“It’s times like these you learn to live again,” Dave Grohl sang Tuesday night, with clenched emotion, at the beginning of Foo Fighters’ first concert since a global pandemic snuffed out live music last March. He was backed, at first, only by church-like organ chords from keyboardist Rami Jaffee. As the tempo picked up and the full band slammed into “Times Like These,” with 16 months or so of pent-up energy, the already-sweaty crowd in the Canyon Club in Los Angeles roared, recognizing that a post-9/11 anthem had found new and profound resonance.
Foo Fighters are about to welcome live shows back to New York with a June 20th Madison Square Garden concert, and in the meantime, the band warmed up closer to home, with a powerhouse two-and-a-half-hour show for 800 fortunate ticket holders. By the second song, the brand-new, thrash-metal-influenced “No Son of Mine,” full-on crowd surfing broke out. The audience was, by band mandate, all fully vaccinated (to the displeasure of a fringe group of protesters outside), and therefore, very much un-socially distanced.
“I missed this shit so fucking much,” Grohl said, pushing his hair out of his eyes as he looked out at the crowd. “You have no idea.” During “The Pretender,” he broke the song down into a primal boogie-woogie riff before pulling out his take on a Chuck Berry lead. “Did you miss rock & roll?” he asked the crowd. “I got some rock & roll!”
It could have almost passed for a club show from the band’s early days, except the expansive current version of the Foos barely fit on the stage: Jaffee, guitarists Chris Shiflett and Pat Smear, drummer Taylor Hawkins, bassist Nate Mendel, plus three backup singers. The Foos kept all the crowd-pleasing moves they’ve picked up in their stadium-rock era, including an excellent, never-before-played cover of Queen’s “Somebody to Love,” with Hawkins on vocals (paying homage to George Michael’s version as much as the original), and Grohl taking over on drums. (There was also a brief but impressive drum solo from Hawkins.)
After the long societal hiatus from concerts, even the familiar felt fresh, from singalongs on “My Hero” to the encore of “Everlong,” which the band played as if for the first time instead of the billionth. But there were plenty of moments of genuine novelty, from relative rarities like “Aurora” to songs from the new Medicine at Midnight, which held up against the classics despite never having been played to an audience before.
Grohl reminded the crowd that the Foos will soon be playing a full tour of venues much larger than clubs, but he was more than happy with his current surroundings. “If this is your first fuckin’ Foo Fighters gig,” he said, “you picked a good one.”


**Task**. Every entry is to be returned as it stands, apart from the pictures.

**Given data**.
———

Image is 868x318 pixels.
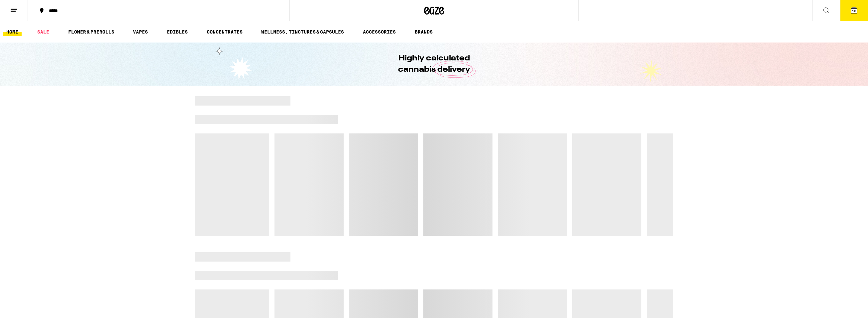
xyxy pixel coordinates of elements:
a: FLOWER & PREROLLS [65,28,118,36]
a: VAPES [130,28,151,36]
h1: Highly calculated cannabis delivery [379,53,489,75]
a: CONCENTRATES [203,28,246,36]
a: HOME [3,28,22,36]
a: ACCESSORIES [360,28,399,36]
a: WELLNESS, TINCTURES & CAPSULES [258,28,347,36]
a: EDIBLES [164,28,191,36]
span: 16 [852,9,856,13]
a: BRANDS [411,28,436,36]
button: 16 [840,0,868,21]
a: SALE [34,28,52,36]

———

**Task output**.
Image is 868x318 pixels.
xyxy pixel coordinates of elements:
a: FLOWER & PREROLLS [65,28,118,36]
a: VAPES [130,28,151,36]
h1: Highly calculated cannabis delivery [379,53,489,75]
a: CONCENTRATES [203,28,246,36]
a: HOME [3,28,22,36]
a: ACCESSORIES [360,28,399,36]
a: WELLNESS, TINCTURES & CAPSULES [258,28,347,36]
a: EDIBLES [164,28,191,36]
span: 16 [852,9,856,13]
a: BRANDS [411,28,436,36]
button: 16 [840,0,868,21]
a: SALE [34,28,52,36]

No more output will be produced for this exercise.